Driving Foot Traffic Is Data-Driven Marketing’s Latest Triumph

Getting shoppers into stores… and measuring it

Tales of retail’s demise have been greatly exaggerated.

Despite ecommerce’s growth, more than 85 percent of purchases still happen in stores, according to Internet Retailer. This means that driving foot traffic is as important as it ever was. To best compete, multi-locations brands in retail, QSR and beyond must embrace strategies that depend on location data.

At the same time, consumers are turning to their mobile devices as part of their shopping journey. Google data shows that 78 percent of holiday shoppers who visited a store in 2017 turned to an online search before going into a store. On top of that, mobile searches for “near me” have grown by more than 150 percent. Brands are using this data to design campaigns that drive foot traffic, improve measurement and optimization capabilities.

The result: Advertisers are creating sophisticated new strategies that couple location data with emerging channels, such as digital out-of-home (DOOH) and connected TV (CTV).

Get shoppers off sidewalks and into stores

Brands can use high-quality location data to target users based on their real-time physical locations or trends in real-world movements and serve ads designed to prompt in-person traffic. For example, a car dealer could serve an ad to someone who visited a competitor’s lot, or a QSR could engage someone within a 1-mile radius of its restaurant right before lunchtime. Alternatively, a  clothing store could connect with someone who has interacted with its brand online to alert them of a sale at a nearby location.

Of course, getting someone into the store is useless unless they actually buy something. To test if location-based ads were actually driving sales, Factual commissioned a study with Forrester Consulting that found profits are uplifted by $2.5 million over three years with Factual-activated campaigns that used location data to improve scale accuracy and reach of ads.  

Measuring impact

As important as the role location data plays in driving traffic is its role in measuring it. With location-based measurement solutions, brands can accurately measure marketing’s impact on incremental foot traffic.

Take, for example, a global oil and gas company that needed to defend market share at retail gas stations in a competitive region. It created a promotional campaign targeting “brand switchers” using five different data providers. Obviously, measurement was critical­–it needed to measure the campaign’s effectiveness in driving real-world results, as well as the efficiency of each data provider. Using Google’s Campaign Manager and Factual Measurement Data, the campaign accurately attributed online views to offline visits. In the end, the campaign drove more than 7.8K visits and a 21 percent increase in transaction count compared to previous quarters.

Bolster DOOH & CTV

To reach consumers who are hard to find via traditional media tactics, brands should consider using location data to strengthen their approach on DOOH and/or CTV.

OOH advertising is slated to grow from $7.7 billion in 2017 to $33 billion by 2021. Today, it goes beyond billboards to include place-based media, like digital boards and kiosks. CTV is also growing quickly. This year, four out of five U.S. households will be reachable through CTV, according to new research.

Brands can use location data to target and measure DOOH or CTV campaigns and, ultimately, get more from their investment. They can serve mobile ads in real-time to complement their ads or retarget users who received ads at a later date. They can also demonstrate the value of their ad spend by connecting ads to real-world store visitation.

Factual worked with a leading telecom company that needed to reach value-conscious families in two key markets and measure campaign effectiveness in driving store visits. The brand launched a DOOH campaign with Vistar Media targeting a custom “value-seeking family” audience. Through Factual’s measurement data integration with Vistar, the brand gained valuable insights. It turned out that malls and office buildings were the most effective DOOH venues, with a 170 percent lift. The campaign resulted in an 88 percent lift in store visitation among the target group.

Navigating today’s fragmented shopping journey can be a challenge, but the above examples demonstrate how brands can use location data to power cutting-edge tactics – even when their goal is to drive a good old in-store purchase.

As the VP of agencies and marketers, Ocean Fine is responsible for driving awareness and adoption of Factual’s location targeting ad solutions, with a focus on providing high-quality data at programmatic scale. Previously, she led sales teams for top technology companies like AT&T AdWorks and VeriSign.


Please copy out all the data. Every detail stays the same.

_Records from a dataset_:
====================

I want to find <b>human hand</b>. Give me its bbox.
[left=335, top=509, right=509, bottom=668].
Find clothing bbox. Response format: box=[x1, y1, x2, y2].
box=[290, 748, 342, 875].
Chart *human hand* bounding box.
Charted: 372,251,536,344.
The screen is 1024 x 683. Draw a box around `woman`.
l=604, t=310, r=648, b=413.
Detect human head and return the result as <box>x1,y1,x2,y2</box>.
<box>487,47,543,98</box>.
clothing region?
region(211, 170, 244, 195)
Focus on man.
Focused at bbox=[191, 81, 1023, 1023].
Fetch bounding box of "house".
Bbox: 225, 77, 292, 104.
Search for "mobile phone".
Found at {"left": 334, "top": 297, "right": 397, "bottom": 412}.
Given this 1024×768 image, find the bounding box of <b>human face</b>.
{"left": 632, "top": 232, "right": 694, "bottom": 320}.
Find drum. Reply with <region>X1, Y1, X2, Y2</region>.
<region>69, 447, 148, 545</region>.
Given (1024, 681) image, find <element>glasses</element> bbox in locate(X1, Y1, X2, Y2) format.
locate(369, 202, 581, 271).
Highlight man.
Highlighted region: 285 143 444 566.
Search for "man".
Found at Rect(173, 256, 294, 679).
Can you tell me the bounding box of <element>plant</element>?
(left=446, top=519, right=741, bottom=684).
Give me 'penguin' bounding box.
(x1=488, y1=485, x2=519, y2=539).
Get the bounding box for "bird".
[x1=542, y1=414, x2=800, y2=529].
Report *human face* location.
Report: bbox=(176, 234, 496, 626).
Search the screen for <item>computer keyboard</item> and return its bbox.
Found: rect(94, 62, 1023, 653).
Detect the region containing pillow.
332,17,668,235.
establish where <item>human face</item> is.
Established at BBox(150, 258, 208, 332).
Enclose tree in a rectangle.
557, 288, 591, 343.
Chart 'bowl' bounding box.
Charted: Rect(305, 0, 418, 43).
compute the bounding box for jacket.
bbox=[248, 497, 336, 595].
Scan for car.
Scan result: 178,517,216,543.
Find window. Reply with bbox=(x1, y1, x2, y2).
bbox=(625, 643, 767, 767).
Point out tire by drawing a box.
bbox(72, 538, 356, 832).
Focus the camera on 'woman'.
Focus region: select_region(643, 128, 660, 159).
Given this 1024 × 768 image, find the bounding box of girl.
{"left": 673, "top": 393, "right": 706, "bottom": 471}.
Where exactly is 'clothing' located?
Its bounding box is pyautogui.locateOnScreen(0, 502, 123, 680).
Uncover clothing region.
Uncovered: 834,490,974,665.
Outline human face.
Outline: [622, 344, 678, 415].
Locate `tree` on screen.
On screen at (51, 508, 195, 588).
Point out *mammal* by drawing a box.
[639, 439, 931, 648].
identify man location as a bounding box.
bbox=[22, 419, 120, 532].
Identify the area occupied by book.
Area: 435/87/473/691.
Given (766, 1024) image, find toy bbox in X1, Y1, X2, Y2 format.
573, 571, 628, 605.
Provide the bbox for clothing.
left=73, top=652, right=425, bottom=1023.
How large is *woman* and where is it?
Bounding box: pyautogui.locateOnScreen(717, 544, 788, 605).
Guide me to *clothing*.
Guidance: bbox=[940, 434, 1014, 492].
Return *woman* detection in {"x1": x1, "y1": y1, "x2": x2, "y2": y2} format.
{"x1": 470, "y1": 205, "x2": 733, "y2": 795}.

====================

_Solution to the problem_:
I want to find <b>human hand</b>. Give me its bbox.
[left=335, top=509, right=509, bottom=668].
Find clothing bbox. Response format: box=[x1, y1, x2, y2].
box=[290, 748, 342, 875].
Chart *human hand* bounding box.
Charted: 372,251,536,344.
The screen is 1024 x 683. Draw a box around `woman`.
l=604, t=310, r=648, b=413.
Detect human head and return the result as <box>x1,y1,x2,y2</box>.
<box>487,47,543,98</box>.
clothing region?
region(211, 170, 244, 195)
Focus on man.
Focused at bbox=[191, 81, 1023, 1023].
Fetch bounding box of "house".
Bbox: 225, 77, 292, 104.
Search for "mobile phone".
Found at {"left": 334, "top": 297, "right": 397, "bottom": 412}.
Given this 1024×768 image, find the bounding box of <b>human face</b>.
{"left": 632, "top": 232, "right": 694, "bottom": 320}.
Find drum. Reply with <region>X1, Y1, X2, Y2</region>.
<region>69, 447, 148, 545</region>.
Given (1024, 681) image, find <element>glasses</element> bbox in locate(X1, Y1, X2, Y2) format.
locate(369, 202, 581, 271).
Highlight man.
Highlighted region: 285 143 444 566.
Search for "man".
Found at Rect(173, 256, 294, 679).
Can you tell me the bounding box of <element>plant</element>?
(left=446, top=519, right=741, bottom=684).
Give me 'penguin' bounding box.
(x1=488, y1=485, x2=519, y2=539).
Get the bounding box for "bird".
[x1=542, y1=414, x2=800, y2=529].
Report *human face* location.
Report: bbox=(176, 234, 496, 626).
Search the screen for <item>computer keyboard</item> and return its bbox.
Found: rect(94, 62, 1023, 653).
Detect the region containing pillow.
332,17,668,235.
establish where <item>human face</item> is.
Established at BBox(150, 258, 208, 332).
Enclose tree in a rectangle.
557, 288, 591, 343.
Chart 'bowl' bounding box.
Charted: Rect(305, 0, 418, 43).
compute the bounding box for jacket.
bbox=[248, 497, 336, 595].
Scan for car.
Scan result: 178,517,216,543.
Find window. Reply with bbox=(x1, y1, x2, y2).
bbox=(625, 643, 767, 767).
Point out tire by drawing a box.
bbox(72, 538, 356, 832).
Focus the camera on 'woman'.
Focus region: select_region(643, 128, 660, 159).
Given this 1024 × 768 image, find the bounding box of girl.
{"left": 673, "top": 393, "right": 706, "bottom": 471}.
Where exactly is 'clothing' located?
Its bounding box is pyautogui.locateOnScreen(0, 502, 123, 680).
Uncover clothing region.
Uncovered: 834,490,974,665.
Outline human face.
Outline: [622, 344, 678, 415].
Locate `tree` on screen.
On screen at (51, 508, 195, 588).
Point out *mammal* by drawing a box.
[639, 439, 931, 648].
identify man location as a bounding box.
bbox=[22, 419, 120, 532].
Identify the area occupied by book.
Area: 435/87/473/691.
Given (766, 1024) image, find toy bbox in X1, Y1, X2, Y2 format.
573, 571, 628, 605.
Provide the bbox for clothing.
left=73, top=652, right=425, bottom=1023.
How large is *woman* and where is it?
Bounding box: pyautogui.locateOnScreen(717, 544, 788, 605).
Guide me to *clothing*.
Guidance: bbox=[940, 434, 1014, 492].
Return *woman* detection in {"x1": x1, "y1": y1, "x2": x2, "y2": y2} format.
{"x1": 470, "y1": 205, "x2": 733, "y2": 795}.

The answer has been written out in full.